Paul Bloom Books
Paul Bloom is a Canadian-American psychologist and professor known for his research on morality, pleasure, and the human mind. He has taught at Yale University and the University of Toronto and authored several acclaimed books on psychology and human behavior.
Known for: Against Empathy: The Case for Rational Compassion, Descartes’ Baby: How the Science of Child Development Explains What Makes Us Human, How Pleasure Works: The New Science of Why We Like What We Like, Psych, The Human Mind: How We Think, Feel, and Experience the World, The Sweet Spot: The Pleasures of Suffering and the Search for Meaning
Books by Paul Bloom

Against Empathy: The Case for Rational Compassion
In this provocative work, psychologist Paul Bloom argues that empathy—the act of feeling what others feel—can lead to biased and harmful decisions. He proposes that rational compassion, grounded in re...

Descartes’ Baby: How the Science of Child Development Explains What Makes Us Human
In this book, Yale psychologist Paul Bloom explores how the human mind develops from infancy, arguing that our moral sense, empathy, and understanding of others are rooted in early cognitive structure...

How Pleasure Works: The New Science of Why We Like What We Like
In this engaging exploration, Yale psychologist Paul Bloom examines the origins and nature of human pleasure. Drawing on research from psychology, neuroscience, philosophy, and behavioral economics, B...

Psych
In *Psych*, Paul Bloom explores the science of the mind, delving into how emotions, desires, and rational thought shape human behavior.

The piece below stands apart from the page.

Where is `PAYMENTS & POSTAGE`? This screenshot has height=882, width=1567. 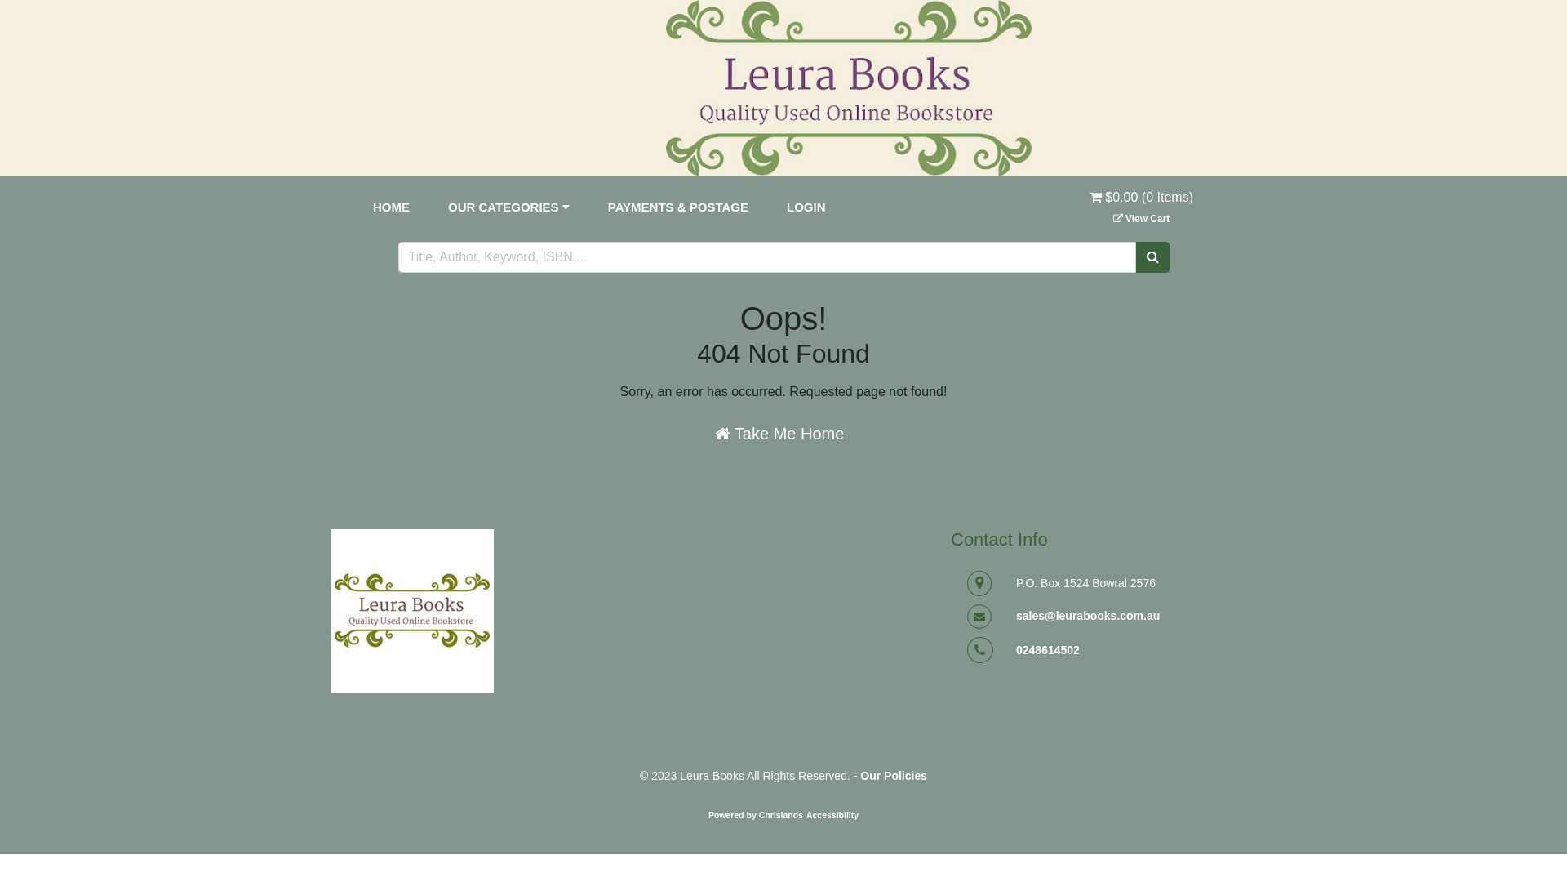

Drawing on psychology, neuroscience, and philosophy, Bloom exami...

The Human Mind: How We Think, Feel, and Experience the World
In this book, Paul Bloom explores the nature of human consciousness, emotion, and thought. Drawing on psychology, neuroscience, and philosophy, he examines how the mind perceives reality, makes decisi...

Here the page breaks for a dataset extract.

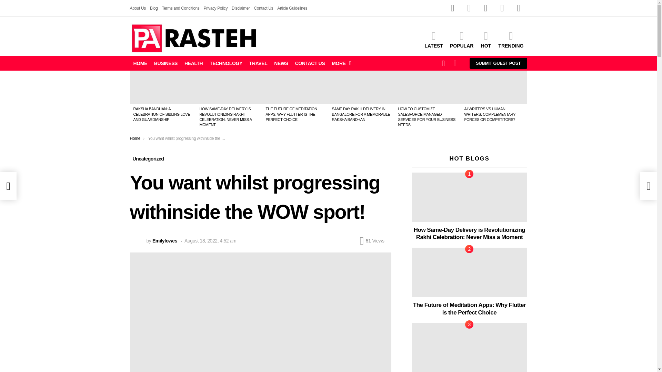 This screenshot has width=662, height=372. What do you see at coordinates (193, 63) in the screenshot?
I see `HEALTH` at bounding box center [193, 63].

The Sweet Spot: The Pleasures of Suffering and the Search for Meaning
In this thought-provoking work, psychologist Paul Bloom explores why people often seek discomfort, pain, and struggle as part of a meaningful life. Drawing on research in psychology, philosophy, and n...
Key Insights from Paul Bloom
Defining Empathy
When people talk about empathy, they often mean many different things. To advance a clear argument, I draw an important distinction between *emotional empathy* and *cognitive empathy.* Emotional empathy is the ability to feel another person’s emotions as your own—if you see someone in pain, you lite...
From Against Empathy: The Case for Rational Compassion
Empathy’s Biases
Empathy is selective—it fixates on faces, stories, and voices that touch us emotionally, not on abstract numbers or distant statistics. Consider how easily we feel moved by a photo of one suffering child, but how quickly our concern fades when we hear of thousands affected by famine or war. This is ...
From Against Empathy: The Case for Rational Compassion
Innate Knowledge
For centuries, philosophers have debated whether the mind starts as a blank slate—John Locke’s tabula rasa—or whether some knowledge is built in. Today, evidence from developmental psychology forces us to reconsider. From their first months, babies already grasp aspects of how the world works. They ...
From Descartes’ Baby: How the Science of Child Development Explains What Makes Us Human
Understanding the Physical World
Even before they can talk or crawl, babies grasp the rules of physical reality with remarkable sophistication. They understand object permanence—the notion that things exist even when unseen. They track motion, anticipate trajectory, and know that objects cannot pass through one another. These intui...
From Descartes’ Baby: How the Science of Child Development Explains What Makes Us Human
The Concept of Essentialism
At the core of my argument is psychological essentialism—the belief that every object, person, or experience contains an invisible essence that makes it unique. This idea is not confined to philosophers; it is an intuition shared by children and adults alike, across cultures. Essentialism makes us s...
From How Pleasure Works: The New Science of Why We Like What We Like
Pleasure and Belief
Human pleasure is never purely sensory—it is belief-driven. The taste of a wine, for instance, changes when we believe it is expensive, even if it is not. Neuroscientific studies confirm that our knowledge of a wine’s price alters the brain’s activity in regions associated with pleasure. In other wo...
From How Pleasure Works: The New Science of Why We Like What We Like
About Paul Bloom
Paul Bloom is a Canadian-American psychologist and professor known for his research on morality, pleasure, and the human mind. He has taught at Yale University and the University of Toronto and authored several acclaimed books on psychology and human behavior.
Frequently Asked Questions
Paul Bloom is a Canadian-American psychologist and professor known for his research on morality, pleasure, and the human mind. He has taught at Yale University and the University of Toronto and authored several acclaimed books on psychology and human behavior.